A Quote by Tony Robbins

The truth is that nothing has to happen in order for you to feel good. — © Tony Robbins
The truth is that nothing has to happen in order for you to feel good.
Nothing has to happen for me to feel good! I feel good because I'm alive! Life is a gift, and I revel in it.
In order to be truly free, you must desire to know the truth more than you want to feel good. Because, if feeling good is your goal, then as soon as you feel better you will lose interest in what is true. This does not mean that feeling good or experiencing love and bliss is a bad thing. Given the choice, anyone would choose to feel bliss rather than sorrow. It simply means that if this desire to feel good is stronger than the yearning to see, know, and experience Truth, then this desire will always be distorting the perception of what is Real, while corrupting one's deepest integrity.
Very often I say to myself: I would like to make a photo where nothing happens. But in order to eliminate, there has to be something to begin with. For nothing to happen, something has to happen first.
A lot of times we hear that nothing good can happen in government schools. The reason nothing can happen is that the children of those who have a voice do not study in them.
You must want to know the truth more than you want to feel secure in order to fully awaken to the fact that you are nothing but Awakeness itself.
Things that are good are good, and if one is responding to that goodness one is in contact with a truth from which one is getting something. The truth is doing us good. The truth of the sunshine, the truth of the rain, the truth of the fresh air, the truth of the wind in the trees, these are truths. And they are always accessible!
Depression is internal. The upswings and downswings have pretty much nothing to do with what's going on in the external world. It's not like something sad happens to you and then you feel sad. Good things happen, but you feel sad anyway.
Upbeat is for people who want to feel good about their cause: the reformers, the progressives, the revolutionaries, the utopians, the collectivists, and the rest of the altruistic scum of the earth. Why do these people want to feel good? They want to feel good in order to convince themselves that they are good.
I do have to take care of myself, not only because I'm in the movies, just for mental health reasons. I exercise for me. You know, maybe it would be nice to not have to do that in order to feel good, but I do. I feel like I have to, to feel good. To clear my head and all of that, so.
But I believe good things happen everyday. I believe good things happen even when bad things happen. And I believe on a happy day like today, we can still feel a little sad. And that's life, isn't it?
bad things, like good things don't happen any more often than they ought to by chance. the universe has no mind, no feelings, and no personality, so it doesn't do things in order to either hurt or please you. bad things happen because things happen.
There have been a number of philosophers who have reveled in the dismantling of truth. I think they did so with good ethical motives, and for good philosophical reasons. I can see the sense in what they were talking about; the idea that truth is often claimed by elites in order to further certain agendas. They crowd-out alternative perspectives - particularly those of the powerless. But the undermining of truth contributed - in the weird, indirect way that philosophy contributes to the culture - to a rejection of the idea of truth as having any kind of proper meaning at all.
There's nothing wrong with celebrating the good things in our past. But memories, like witnesses, do not always tell the truth, the whole truth, and nothing but the truth. We need to cross-examine them, recognizing and accepting the inconsistencies and gaps in those that make us proud and happy as well as those that cause us pain.
I've always been able to hear and read what I say before I say it. That's why I'm a good quote. Or a good interview. If I say something that's uncomfortable for someone's ears, it's going to be the truth; I just happen to voice it. But it's the truth. It's not my opinion.
You have to feel your own personal truth with a little ‘t’ – your sadness, rage, frustration for example -- in order to get to the Truth with a big ‘T’.
One of the things I tell young people - and older people too - is that when things don't happen that you want, don't drown in discouragement. We say, "Oh, this didn't happen, so nothing good will happen." Don't barricade yourself.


What you need to do
Every record below is to be retyped exactly.
----------------
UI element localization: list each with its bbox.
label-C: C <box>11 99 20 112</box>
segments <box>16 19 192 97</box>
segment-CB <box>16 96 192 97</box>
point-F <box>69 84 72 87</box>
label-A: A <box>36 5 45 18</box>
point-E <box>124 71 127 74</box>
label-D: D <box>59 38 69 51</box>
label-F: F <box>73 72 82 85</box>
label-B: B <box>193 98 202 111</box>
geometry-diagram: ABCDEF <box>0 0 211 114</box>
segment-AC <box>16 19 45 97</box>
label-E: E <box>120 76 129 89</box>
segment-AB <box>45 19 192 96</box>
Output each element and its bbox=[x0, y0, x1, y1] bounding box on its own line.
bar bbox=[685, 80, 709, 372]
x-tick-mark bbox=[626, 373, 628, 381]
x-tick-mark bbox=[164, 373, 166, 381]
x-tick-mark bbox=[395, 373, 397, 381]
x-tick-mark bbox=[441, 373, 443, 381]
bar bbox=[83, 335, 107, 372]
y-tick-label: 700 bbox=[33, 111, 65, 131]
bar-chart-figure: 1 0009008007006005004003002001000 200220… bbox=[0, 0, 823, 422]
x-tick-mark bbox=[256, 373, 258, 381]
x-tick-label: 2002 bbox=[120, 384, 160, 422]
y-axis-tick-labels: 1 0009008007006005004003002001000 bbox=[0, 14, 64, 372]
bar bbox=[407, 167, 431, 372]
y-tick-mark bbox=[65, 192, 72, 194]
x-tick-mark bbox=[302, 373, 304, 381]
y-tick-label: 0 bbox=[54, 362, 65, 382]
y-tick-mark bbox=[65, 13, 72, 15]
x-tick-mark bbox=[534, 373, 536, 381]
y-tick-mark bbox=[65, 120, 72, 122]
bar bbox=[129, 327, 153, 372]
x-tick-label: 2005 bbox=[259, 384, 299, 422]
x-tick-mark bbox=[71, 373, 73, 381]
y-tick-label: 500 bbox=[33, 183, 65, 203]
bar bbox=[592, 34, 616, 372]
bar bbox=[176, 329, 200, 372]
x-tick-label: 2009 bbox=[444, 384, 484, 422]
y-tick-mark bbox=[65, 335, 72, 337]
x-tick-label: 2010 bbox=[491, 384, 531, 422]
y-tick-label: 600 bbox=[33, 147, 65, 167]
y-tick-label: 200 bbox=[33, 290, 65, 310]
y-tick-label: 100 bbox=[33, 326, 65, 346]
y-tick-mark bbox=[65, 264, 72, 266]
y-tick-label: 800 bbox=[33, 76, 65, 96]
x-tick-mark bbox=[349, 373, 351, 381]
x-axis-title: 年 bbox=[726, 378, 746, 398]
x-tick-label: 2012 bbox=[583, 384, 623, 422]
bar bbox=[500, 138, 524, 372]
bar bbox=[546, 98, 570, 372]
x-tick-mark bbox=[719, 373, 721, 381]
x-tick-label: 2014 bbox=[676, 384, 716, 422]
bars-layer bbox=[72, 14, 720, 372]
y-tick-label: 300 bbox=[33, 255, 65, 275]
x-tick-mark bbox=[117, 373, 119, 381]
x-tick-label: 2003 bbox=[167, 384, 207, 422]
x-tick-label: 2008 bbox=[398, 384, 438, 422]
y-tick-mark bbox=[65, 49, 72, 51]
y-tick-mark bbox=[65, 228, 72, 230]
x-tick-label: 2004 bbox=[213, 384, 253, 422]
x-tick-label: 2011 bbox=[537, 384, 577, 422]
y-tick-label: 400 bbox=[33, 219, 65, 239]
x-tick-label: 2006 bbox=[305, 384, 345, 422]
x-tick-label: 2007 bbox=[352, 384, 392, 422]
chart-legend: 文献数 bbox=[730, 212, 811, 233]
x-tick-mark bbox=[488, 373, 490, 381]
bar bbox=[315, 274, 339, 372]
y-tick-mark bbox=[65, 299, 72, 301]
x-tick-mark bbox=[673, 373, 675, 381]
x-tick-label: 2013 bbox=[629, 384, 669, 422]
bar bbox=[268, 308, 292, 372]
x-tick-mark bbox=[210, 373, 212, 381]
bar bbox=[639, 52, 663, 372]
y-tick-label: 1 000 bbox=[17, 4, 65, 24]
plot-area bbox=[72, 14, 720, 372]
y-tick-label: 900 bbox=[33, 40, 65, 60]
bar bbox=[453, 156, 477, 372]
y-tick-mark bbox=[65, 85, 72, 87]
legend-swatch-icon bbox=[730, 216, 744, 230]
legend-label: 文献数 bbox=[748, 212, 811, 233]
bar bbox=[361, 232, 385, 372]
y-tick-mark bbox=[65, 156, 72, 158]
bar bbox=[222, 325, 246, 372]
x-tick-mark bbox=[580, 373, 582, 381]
----------------
Task solution
UI element localization: list each with its bbox.
label-C: C <box>11 99 20 112</box>
segments <box>16 19 192 97</box>
segment-CB <box>16 96 192 97</box>
point-F <box>69 84 72 87</box>
label-A: A <box>36 5 45 18</box>
point-E <box>124 71 127 74</box>
label-D: D <box>59 38 69 51</box>
label-F: F <box>73 72 82 85</box>
label-B: B <box>193 98 202 111</box>
geometry-diagram: ABCDEF <box>0 0 211 114</box>
segment-AC <box>16 19 45 97</box>
label-E: E <box>120 76 129 89</box>
segment-AB <box>45 19 192 96</box>
Output each element and its bbox=[x0, y0, x1, y1] bounding box on its own line.
bar bbox=[685, 80, 709, 372]
x-tick-mark bbox=[626, 373, 628, 381]
x-tick-mark bbox=[164, 373, 166, 381]
x-tick-mark bbox=[395, 373, 397, 381]
x-tick-mark bbox=[441, 373, 443, 381]
bar bbox=[83, 335, 107, 372]
y-tick-label: 700 bbox=[33, 111, 65, 131]
bar-chart-figure: 1 0009008007006005004003002001000 200220… bbox=[0, 0, 823, 422]
x-tick-mark bbox=[256, 373, 258, 381]
x-tick-label: 2002 bbox=[120, 384, 160, 422]
y-axis-tick-labels: 1 0009008007006005004003002001000 bbox=[0, 14, 64, 372]
bar bbox=[407, 167, 431, 372]
y-tick-mark bbox=[65, 192, 72, 194]
x-tick-mark bbox=[302, 373, 304, 381]
y-tick-label: 0 bbox=[54, 362, 65, 382]
y-tick-mark bbox=[65, 13, 72, 15]
x-tick-mark bbox=[534, 373, 536, 381]
y-tick-mark bbox=[65, 120, 72, 122]
bar bbox=[129, 327, 153, 372]
x-tick-label: 2005 bbox=[259, 384, 299, 422]
x-tick-mark bbox=[71, 373, 73, 381]
y-tick-label: 500 bbox=[33, 183, 65, 203]
bar bbox=[592, 34, 616, 372]
bar bbox=[176, 329, 200, 372]
x-tick-label: 2009 bbox=[444, 384, 484, 422]
y-tick-mark bbox=[65, 335, 72, 337]
x-tick-label: 2010 bbox=[491, 384, 531, 422]
y-tick-label: 600 bbox=[33, 147, 65, 167]
y-tick-label: 200 bbox=[33, 290, 65, 310]
y-tick-label: 100 bbox=[33, 326, 65, 346]
y-tick-mark bbox=[65, 264, 72, 266]
y-tick-label: 800 bbox=[33, 76, 65, 96]
x-tick-mark bbox=[349, 373, 351, 381]
x-axis-title: 年 bbox=[726, 378, 746, 398]
x-tick-label: 2012 bbox=[583, 384, 623, 422]
bar bbox=[500, 138, 524, 372]
bar bbox=[546, 98, 570, 372]
x-tick-mark bbox=[719, 373, 721, 381]
x-tick-label: 2014 bbox=[676, 384, 716, 422]
bars-layer bbox=[72, 14, 720, 372]
y-tick-label: 300 bbox=[33, 255, 65, 275]
x-tick-mark bbox=[117, 373, 119, 381]
x-tick-label: 2003 bbox=[167, 384, 207, 422]
x-tick-label: 2008 bbox=[398, 384, 438, 422]
y-tick-mark bbox=[65, 49, 72, 51]
y-tick-mark bbox=[65, 228, 72, 230]
x-tick-label: 2004 bbox=[213, 384, 253, 422]
x-tick-label: 2011 bbox=[537, 384, 577, 422]
y-tick-label: 400 bbox=[33, 219, 65, 239]
x-tick-label: 2006 bbox=[305, 384, 345, 422]
x-tick-label: 2007 bbox=[352, 384, 392, 422]
chart-legend: 文献数 bbox=[730, 212, 811, 233]
x-tick-mark bbox=[488, 373, 490, 381]
bar bbox=[315, 274, 339, 372]
y-tick-mark bbox=[65, 299, 72, 301]
x-tick-mark bbox=[673, 373, 675, 381]
x-tick-label: 2013 bbox=[629, 384, 669, 422]
bar bbox=[268, 308, 292, 372]
x-tick-mark bbox=[210, 373, 212, 381]
bar bbox=[639, 52, 663, 372]
y-tick-label: 1 000 bbox=[17, 4, 65, 24]
plot-area bbox=[72, 14, 720, 372]
y-tick-label: 900 bbox=[33, 40, 65, 60]
bar bbox=[453, 156, 477, 372]
y-tick-mark bbox=[65, 85, 72, 87]
legend-swatch-icon bbox=[730, 216, 744, 230]
legend-label: 文献数 bbox=[748, 212, 811, 233]
bar bbox=[361, 232, 385, 372]
y-tick-mark bbox=[65, 156, 72, 158]
bar bbox=[222, 325, 246, 372]
x-tick-mark bbox=[580, 373, 582, 381]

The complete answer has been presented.